Enheduana, Sophus Helle
Finished January 26, 2026. Rating 5/7
The world's first named author was a woman—a Mesopotamian high priestess whose poems were studied in scribal schools for centuries before being forgotten when her culture shifted toward male-dominated religion. Helle's translation and essays illuminate not just her poetry but also ancient ideas about images, existence, and personhood that reshape how we might read Genesis 1.
Slow Productivity, Cal Newport
Finished January 24, 2026. Rating 6/7
Newport offers an antidote to pseudoproductivity through three principles—do fewer things, work at a natural pace, obsess over quality—arguing that sustainable, meaningful work requires rejecting constant busyness. The advice is genuinely helpful even if it underestimates survivorship bias and overestimates how much agency most workers actually have.
Paul: A Biography, N. T. Wright
Finished January 12, 2026. Rating 6/7
Wright's biography rescues Paul from caricature and presents him as a relentless, brash church-planter who created radically egalitarian communities—and reading it made me feel less alone in wondering whether all my work is worth it.
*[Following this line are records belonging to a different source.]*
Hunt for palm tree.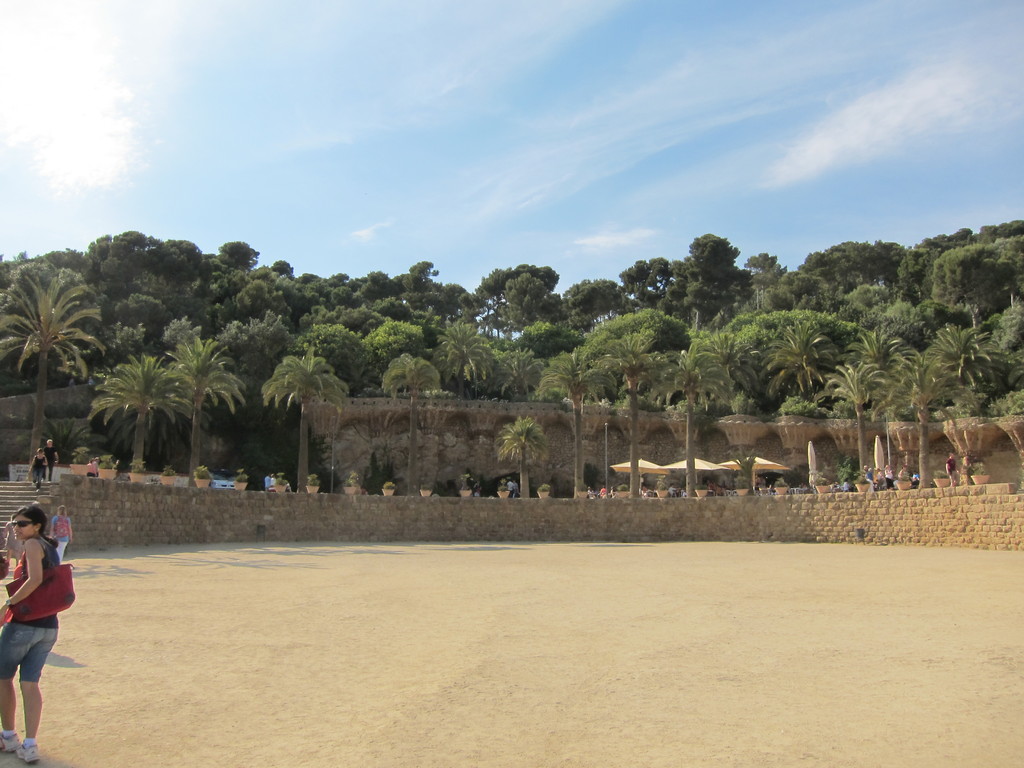
Hunted down at [x1=256, y1=347, x2=359, y2=493].
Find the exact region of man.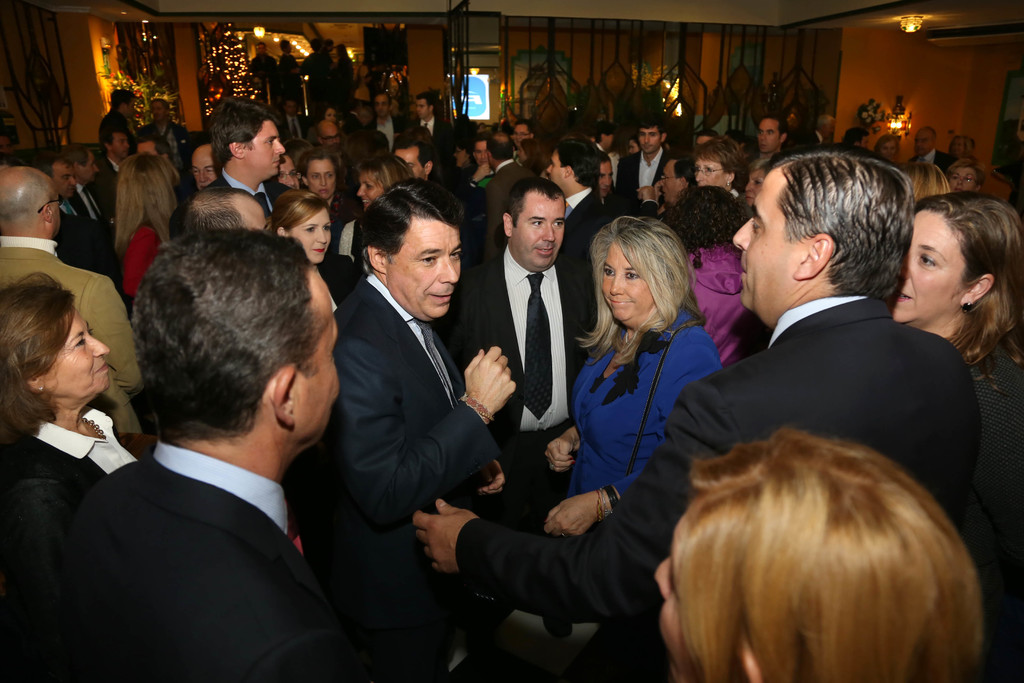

Renewing the Christian Mind, Dallas Willard
Finished January 9, 2026. Rating 6/7
Willard's emphasis on transformation over transaction remains valuable, but his individualistic framework doesn't adequately address systemic evil or the political implications of the kingdom.
Among Others, Jo Walton
Finished December 28, 2025. Rating 5/7
A slow, journal-style coming-of-age story about a disabled Welsh teenager processing grief through science fiction and magic that resonated with my own experience of having a mentally ill mother and believing in magic as escape before learning to accept life and grow up.